Densho Digital Archive
Manzanar National Historic Site Collection
Title: Margaret Saito Interview
Narrator: Margaret Saito
Interviewer: Kirk Peterson
Location: Sacramento, California
Date: December 17, 2009
Densho ID: denshovh-smargaret_2-01-0002

<Begin Segment 2>

KP: So when did your father move from Monrovia to El Centro?

MS: Oh, probably... they got married maybe 1932. And then, well, I guess that's when he was on his own. I'm really not sure because... yeah, I really don't know. But I know I was a baby in El Centro and I do remember family friends even though I was little. We stayed there -- I don't know, we were in La Puente when my sister -- we were both born in El Centro but when we were young we moved to La Puente. And that was closer to where his family, the rest of his family were.

KP: What is your sister's name?

MS: Frances, and it's Frances Misao Lee.

KP: And where was she? She was born in El Centro?

MS: Yes.

KP: What year?

MS: She was born in 1934. So she just had her 75th birthday.

KP: So what do you remember about El Centro? What was your father doing?

MS: He was farming. And there were other Japanese families farming there, too. The only family that I know from the early days was the Kitamura family. And then they eventually went back to Monrovia, too. And I haven't kept in touch but some of them are still there. I know that son took me deep sea fishing one time, off of San Pedro. I just got -- my cousin Helen and I, the one in the picture -- we went deep sea fishing and I got so sick. So I was about maybe fifteen or something like that. But I'll never forget how seasickness is or could be. It was just awful. But it was nice that he even took us but...

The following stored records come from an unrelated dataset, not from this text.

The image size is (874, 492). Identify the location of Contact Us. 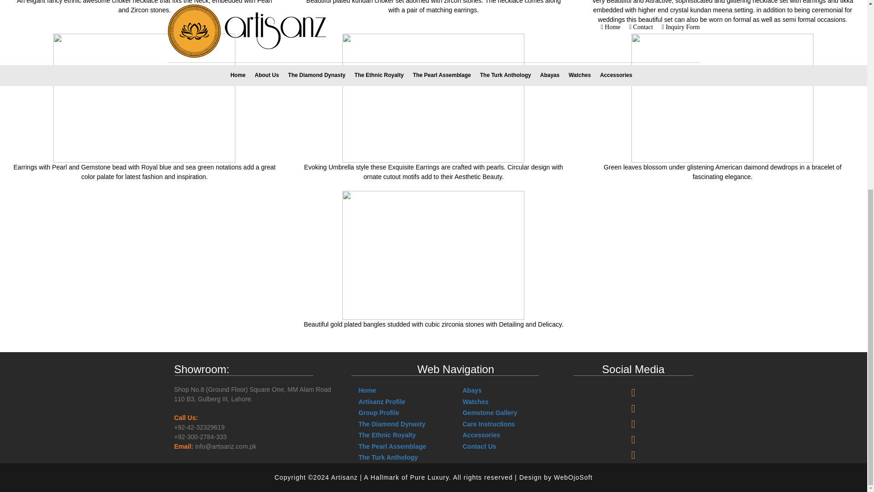
(479, 446).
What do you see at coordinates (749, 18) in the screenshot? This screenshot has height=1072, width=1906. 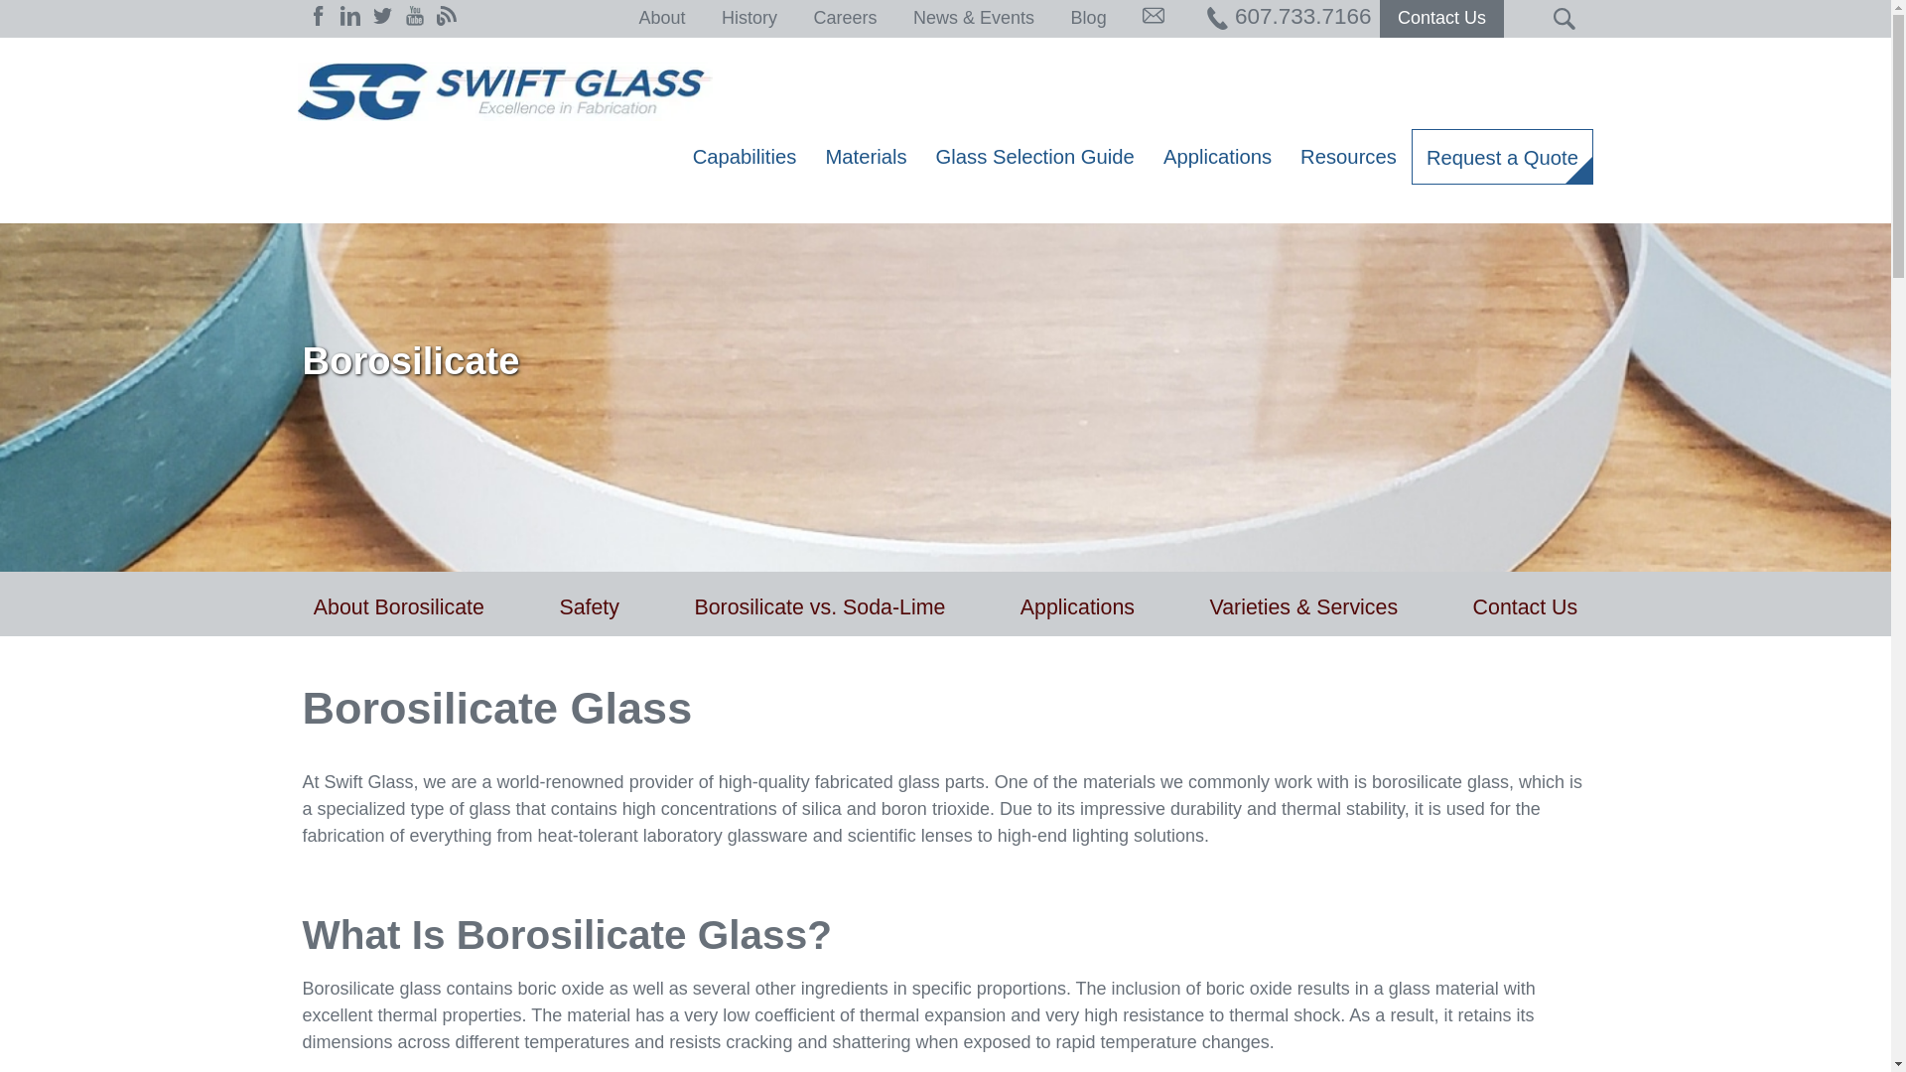 I see `History` at bounding box center [749, 18].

KP: Do you remember anything about El Centro? You were pretty young.

MS: I was young. I think it just... it was hot and that's about... and it wasn't very... I don't remember lots of trees and things like that. It just seemed dry and hot. That's about it.

KP: I think that's pretty accurate memory.

MS: Okay, yeah. It probably still is but it has grown a lot because my niece did, when she started with the Department of Youth Authority she started there at El Centro, so she knows how it is.

KP: So then your family moved to...

MS: La Puente. And that's where we were until we were interned.

KP: What do you remember? What's your earliest memories of La Puente?

MS: Well, I remember going, my father enrolled me in first grade when I was five. I should have gone to kindergarten but I don't know. I was in first grade. And I was in the segregated school in La Puente. It was for Mexicans. I don't remember any African Amer... I don't think there were any African Americans in La Puente but there were lots of Mexicans.